“What is writing? Telepathy, of course.”
Stephen King

author: Nicole J. LeBoeuf

actually writing blog

the thistle's revenge, and other stories
Mon 2014-06-09 23:28:22 (in context)

As of June 1, my volunteer shift at McCauley's starts at 7:00 AM. There are all sorts of theoretical good things about that. Getting a goodly chunk of outdoor work done before the morning really heats up, that's one of them. Getting more work in before we break for lunch, that's good too.

Getting me out of bed an hour earlier is probably good? Maybe? In the long run?

Only that's not what happened today. What happened today is, my alarm went off at 6:00. I hit snooze, with the intention of getting up when it went off again at 6:15. Next thing I knew, I was looking at the clock and it said 6:30.

So much for doing Morning Pages before my farm shift.

Anyway, I rolled in about fifteen minutes late, which is about on par for me. It turned out to be no big deal (which is about on par for them). The staff still needed to have a meeting to figure out what their plan of action was. So they handed me a pair of snips and turned me loose on five flats of 200 tulsi basil seedlings each: "Just cut off the flowers and put those aside. We'll dry them for tea." When they weren't quite out of their meeting by the time I was done with that, they traded me a forked digging tool for the snips and sent me over to weed the berm, or, more accurately, the flagstone steps going up the berm. (In this case "berm" means "the slope of the hill that encloses the south side of the pond.")

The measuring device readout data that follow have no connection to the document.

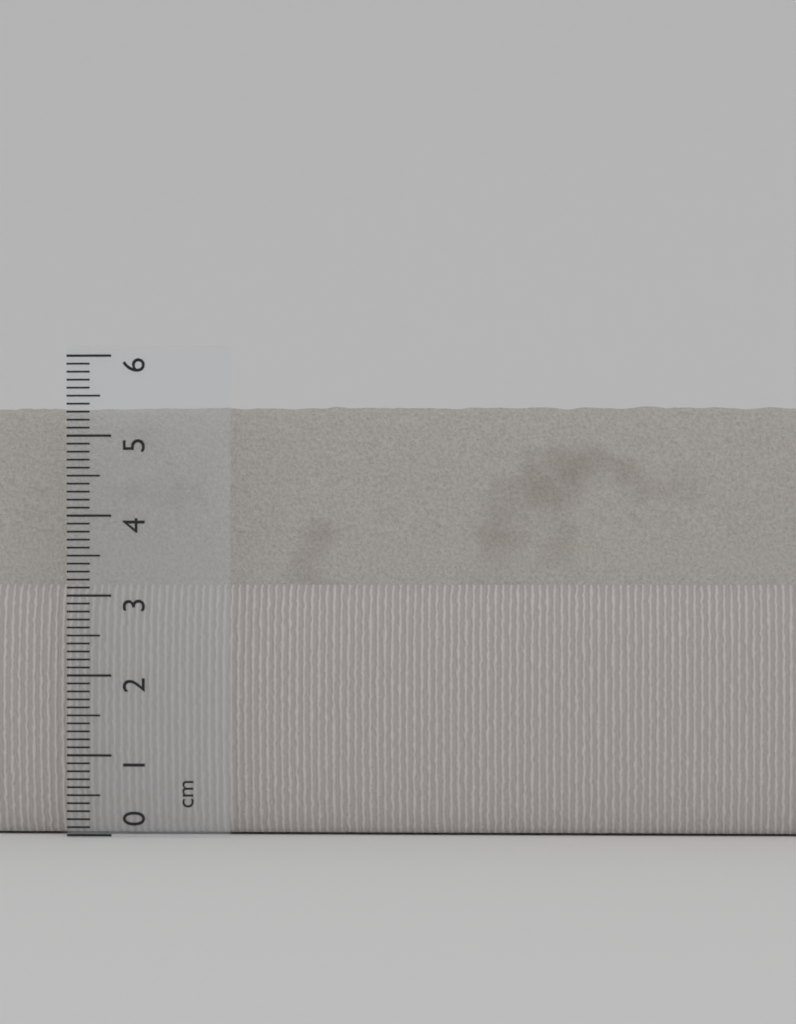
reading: 5.4 cm
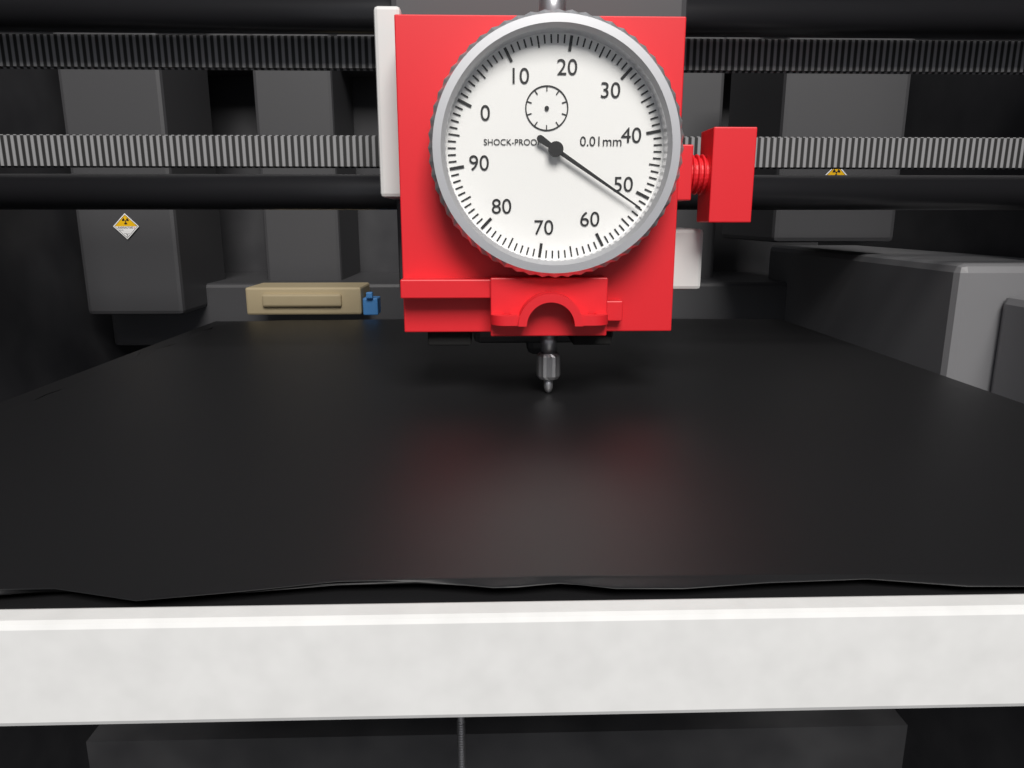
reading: 52 0.01mm
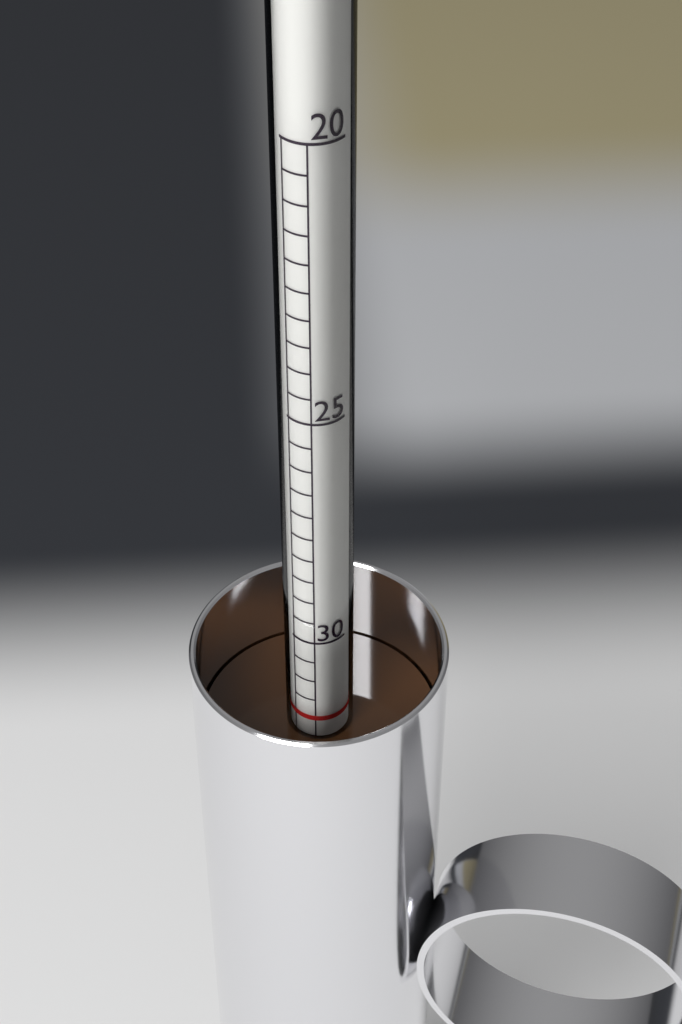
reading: 32.5 (no unit)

Eventually the meeting broke up and they went over to the east garden for more weeding. Very particular weeding: I was only to pull up the thistle. They had planned on using hula-hoes to weed pretty much everything, but the ground was too wet for that after yesterday's thunderstorm. A hula-hoe is called that because its business end is a rectangular loop of sharp metal ribbon. It's supposed to slice cleanly through the top couple inches of soil, severing all the tiny weeds from their roots without unduly disturbing the crop bed. But when the soil is wet and clumpy, the crop bed will get disturbed. So we pulled thistles today, perfecting the art of loosening the soil enough to let the single thick root slide right out but not so much as to damage the herbs and flowers.

After I'd tossed enough thistles into the furrow to dry down and die, I worked on perfecting my own art of sitting down in the furrow without sitting on prickles.

I've been volunteering with one particular farmer, Rich, for years now. I started working for him at Abbondanza when their home farm was on Oxford Road. Then, when they had to leave that land, I followed Rich to McCauley's, where he had moved some of his operations. The upshot of this is, there's a lot of basic farm procedure that I know pretty well now. I no longer worry, the way I used to worry, that my very presence there added to everyone's workload--that the hassle of training me on every task outweighed the help of me doing the task. A lot of tasks, I don't need training on anymore. Where I do need training, the training can be brief, given in terms of the concepts I'm already in good command of.

This means that if I arrive in the middle of a staff meeting, they can put me right to work--often on a somewhat overdue side project that it's hard to make time for, day to day--with a minimum of pause for instructions. Hence the tobacco thinning a couple weeks ago, or the harvesting of tulsi basil flowers this morning. And after lunch it was easy for me to jump right back into the thistle-pulling without waiting for others to come along and tell me where to do it. I wasn't entirely sure, but I figured I couldn't go too wrong if I just looked for thistles to pull.

I'm kind of proud and pleased about that, having learned over the years to be useful without fuss. And I'm kind of touched and honored that they trust me with it. I realized today that, because they trust me, I've come to trust myself, too. I don't worry anymore that I'll run the whole crop with some newbie mistake while I'm thinning or transplanting or weeding.

These are good folks to volunteer for. They're patient, laid-back, and calm. I know that they must be under considerable stress, given the constrictions of time and money and materials and weather, but they've never handed that stress on to me. And their easy trust helped relax me out of my high maintenance, insecure beginnings, making it possible for me to acquire confidence along with experience.

So that's just something I've started to realize recently, and I wanted to voice my appreciation.